How Alfred Hitchcock Subtly Makes You Feel Uneasy In Rebecca

Alfred Hitchcock wrote the book on making suspense come alive on-screen. During his decades-long career, the filmmaker directed over 50 features. Though he dabbled in many genres, his best films are regarded as cinema's most chilling classics. "Rebecca," the Master of Suspense's 1940 adaptation of Daphne du Maurier's Gothic novel, is one of his best.

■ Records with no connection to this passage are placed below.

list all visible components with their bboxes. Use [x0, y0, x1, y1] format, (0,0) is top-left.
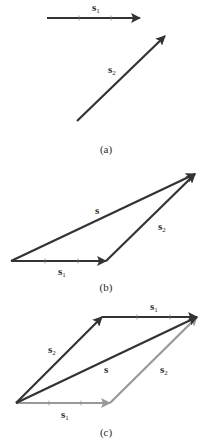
caption-a: (a): [100, 143, 113, 156]
label-s: s: [95, 204, 100, 216]
label-s: s: [104, 363, 109, 375]
vector-s2: [77, 36, 165, 121]
panel-a: s1 s2 (a): [47, 1, 165, 156]
panel-b: s s2 s1 (b): [11, 174, 195, 294]
caption-c: (c): [100, 426, 113, 439]
label-s2: s2: [108, 63, 116, 77]
label-s1-bottom: s1: [61, 408, 69, 422]
vector-s2: [106, 174, 195, 261]
label-s2: s2: [158, 220, 166, 234]
vector-addition-diagram: s1 s2 (a) s s2 s1 (b) s1 s2 s s2 s1 (c): [0, 0, 212, 445]
panel-c: s1 s2 s s2 s1 (c): [16, 300, 197, 439]
caption-b: (b): [100, 281, 113, 294]
label-s1-top: s1: [150, 300, 158, 314]
label-s1: s1: [92, 1, 100, 15]
label-s1: s1: [58, 265, 66, 279]
label-s2-right: s2: [160, 363, 168, 377]
vector-s: [11, 174, 195, 261]
vector-s2-right: [110, 317, 197, 403]
vector-s2-left: [16, 317, 102, 403]
vector-s: [16, 317, 197, 403]
label-s2-left: s2: [48, 343, 56, 357]
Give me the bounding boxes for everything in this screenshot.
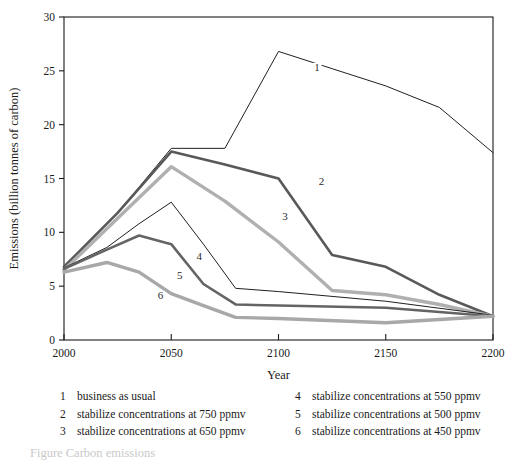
y-tick-label: 10 (44, 226, 56, 238)
y-tick-label: 15 (44, 173, 56, 185)
legend-item: 1 business as usual (60, 388, 295, 406)
legend-label: business as usual (77, 388, 156, 406)
legend-key: 6 (295, 423, 312, 441)
legend-key: 5 (295, 406, 312, 424)
legend-item: 6 stabilize concentrations at 450 ppmv (295, 423, 520, 441)
chart-plot-area: 05101520253020002050210021502200YearEmis… (0, 0, 520, 385)
y-tick-label: 20 (44, 119, 56, 131)
y-tick-label: 5 (49, 280, 55, 292)
caption-fragment: Figure Carbon emissions (30, 446, 500, 463)
legend-key: 3 (60, 423, 77, 441)
figure-container: 05101520253020002050210021502200YearEmis… (0, 0, 520, 463)
legend-column-left: 1 business as usual 2 stabilize concentr… (60, 388, 295, 444)
series-label-1: 1 (314, 61, 320, 73)
legend-item: 4 stabilize concentrations at 550 ppmv (295, 388, 520, 406)
series-label-4: 4 (196, 250, 202, 262)
y-tick-label: 25 (44, 65, 56, 77)
y-tick-label: 30 (44, 11, 56, 23)
legend-label: stabilize concentrations at 650 ppmv (77, 423, 246, 441)
x-tick-label: 2100 (267, 347, 290, 359)
series-line-1 (64, 51, 493, 266)
x-tick-label: 2000 (53, 347, 76, 359)
series-label-3: 3 (282, 210, 288, 222)
series-line-6 (64, 262, 493, 322)
x-tick-label: 2200 (482, 347, 505, 359)
legend-label: stabilize concentrations at 550 ppmv (312, 388, 481, 406)
legend-key: 2 (60, 406, 77, 424)
legend-label: stabilize concentrations at 500 ppmv (312, 406, 481, 424)
legend-label: stabilize concentrations at 750 ppmv (77, 406, 246, 424)
legend-item: 5 stabilize concentrations at 500 ppmv (295, 406, 520, 424)
legend-column-right: 4 stabilize concentrations at 550 ppmv 5… (295, 388, 520, 444)
legend-key: 4 (295, 388, 312, 406)
legend-item: 3 stabilize concentrations at 650 ppmv (60, 423, 295, 441)
legend-label: stabilize concentrations at 450 ppmv (312, 423, 481, 441)
x-tick-label: 2150 (374, 347, 397, 359)
chart-legend: 1 business as usual 2 stabilize concentr… (0, 388, 520, 444)
y-tick-label: 0 (49, 334, 55, 346)
series-label-2: 2 (319, 175, 325, 187)
series-label-5: 5 (177, 269, 183, 281)
x-axis-title: Year (267, 368, 291, 382)
legend-key: 1 (60, 388, 77, 406)
x-tick-label: 2050 (160, 347, 183, 359)
series-line-4 (64, 202, 493, 315)
y-axis-title: Emissions (billion tonnes of carbon) (7, 88, 21, 270)
series-label-6: 6 (158, 289, 164, 301)
emissions-line-chart: 05101520253020002050210021502200YearEmis… (0, 0, 520, 385)
legend-item: 2 stabilize concentrations at 750 ppmv (60, 406, 295, 424)
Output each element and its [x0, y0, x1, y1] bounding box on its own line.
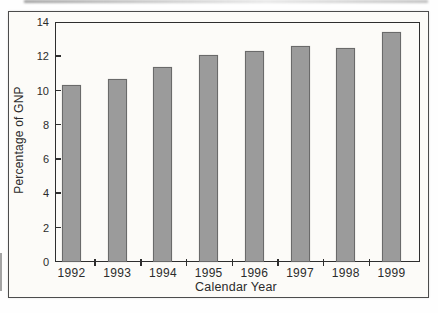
y-tick-mark — [56, 55, 61, 57]
y-tick-label: 10 — [23, 84, 49, 98]
bar-1997 — [291, 46, 310, 262]
y-tick-label: 4 — [23, 186, 49, 200]
y-tick-mark — [56, 158, 61, 160]
x-tick-label: 1996 — [232, 266, 276, 280]
bar-1999 — [382, 32, 401, 262]
x-tick-mark — [323, 259, 325, 266]
bar-1996 — [245, 51, 264, 262]
x-tick-mark — [369, 259, 371, 266]
y-axis-title: Percentage of GNP — [12, 80, 26, 200]
x-tick-label: 1995 — [187, 266, 231, 280]
y-tick-mark — [56, 90, 61, 92]
x-tick-mark — [277, 259, 279, 266]
bar-1992 — [62, 85, 81, 262]
y-tick-label: 6 — [23, 152, 49, 166]
bar-1994 — [153, 67, 172, 262]
y-tick-label: 14 — [23, 15, 49, 29]
bar-1998 — [336, 48, 355, 262]
x-tick-label: 1998 — [324, 266, 368, 280]
x-tick-label: 1997 — [278, 266, 322, 280]
x-tick-mark — [186, 259, 188, 266]
y-tick-mark — [56, 192, 61, 194]
x-tick-mark — [94, 259, 96, 266]
x-tick-label: 1992 — [50, 266, 94, 280]
y-tick-mark — [56, 124, 61, 126]
x-tick-label: 1999 — [370, 266, 414, 280]
chart-layer: Calendar Year Percentage of GNP 19921993… — [0, 0, 438, 313]
x-tick-mark — [232, 259, 234, 266]
x-tick-label: 1994 — [141, 266, 185, 280]
x-tick-label: 1993 — [95, 266, 139, 280]
bar-1995 — [199, 55, 218, 262]
x-axis-title: Calendar Year — [136, 280, 336, 294]
x-tick-mark — [140, 259, 142, 266]
bar-1993 — [108, 79, 127, 262]
y-tick-label: 0 — [23, 255, 49, 269]
y-tick-label: 2 — [23, 221, 49, 235]
y-tick-label: 8 — [23, 118, 49, 132]
y-tick-label: 12 — [23, 49, 49, 63]
y-tick-mark — [56, 227, 61, 229]
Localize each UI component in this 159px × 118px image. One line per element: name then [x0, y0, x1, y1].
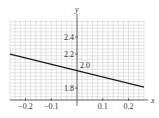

In his early films, Hitchcock popularized filmmaking methods that would go on to become industry norms. Small but clever formal choices emphasized his characters' states of mind or revealed key information about the setting. In a 1972 interview for The Dick Cavett Show, the director explained a few of the simple ways he emphasized the story of the two Mrs. de Winters.

Distance makes the heart grow anxious

Hitchcock explained that he shot actress Joan Fontaine at a distance when her character first reaches the mysterious Manderley Estate after marrying Maxim de Winter (Laurence Olivier). The second Mrs. de Winter is dwarfed by the architecture in shots that communicate her isolation and psychological sense of unimportance in comparison to Rebecca. After all, the poor woman doesn't even get a first name, yet the specter of her husband's first wife looms large in the movie's title.

"The young girl there was brought to a big house, very scared," Hitchcock says when describing the scene to Cavett. "So, naturally, when she walks into this big room, you've made her small deliberately." This may seem like Filmmaking 101, but it's easy to forget that Hitchcock himself shaped movie directing as we know it. The director described the way loneliness can be conveyed by a long shot, telling Cavett that all one needs is "one figure alone in a room."

Hitchcock also explained that he deepened audiences' sense of unease by making Fontaine herself slightly uneasy. Hitchcock had a long history of making his lead actors miserable, culminating in the abuse allegations Tippi Hedren described in her memoirs. In his descriptions of "Rebecca," the director admitted to purposely making Fontaine feel uncomfortable — but in an extremely subtle way. "To make her feel afraid, I even had a fan blow her hair slightly," the director told Cavett. Fontaine's unease coupled with the eeriness of a wind that seemingly comes from nowhere plants a seed of suspense that grows throughout the movie.

The suspense just keeps building

"Rebecca" is a deeply subtle film. Its central antagonistic relationship between the second Mrs. de Winter and Judith Anderson's Mrs. Danvers is shot through with romantic tension, despite the film being made during a time when the Hays Code forbade depictions of homosexuality on-screen. Just as Hitchcock was able to manipulate audiences into feeling lonely alongside the second Mrs. de Winter, he was also able to sneak the film's queer undertones past the censors. The psychological thriller builds to a fever pitch, but in its early scenes, it lays the groundwork for its big reveals — and tense dynamics — with a number of simple but brilliant filmmaking flourishes.

The always self-assured filmmaker ends the Cavett interview with a dig at filming tricks that forgo realism for style. When the host mentions Westerns with shots from inside a fireplace or behind a cactus plant, the filmmaker shrugs them off as "ridiculous" and "quite silly" because they pull focus from characters and set up impossible perspectives. For Hitchcock, the camera is the eye, creating the story as it chooses what to look at and what to glance away from. In a film like "Rebecca," that strategy works perfectly, as we see the sinister love story among the residents of Manderlay play out with a sure cinematic focus that only adds to its ever-growing suspense.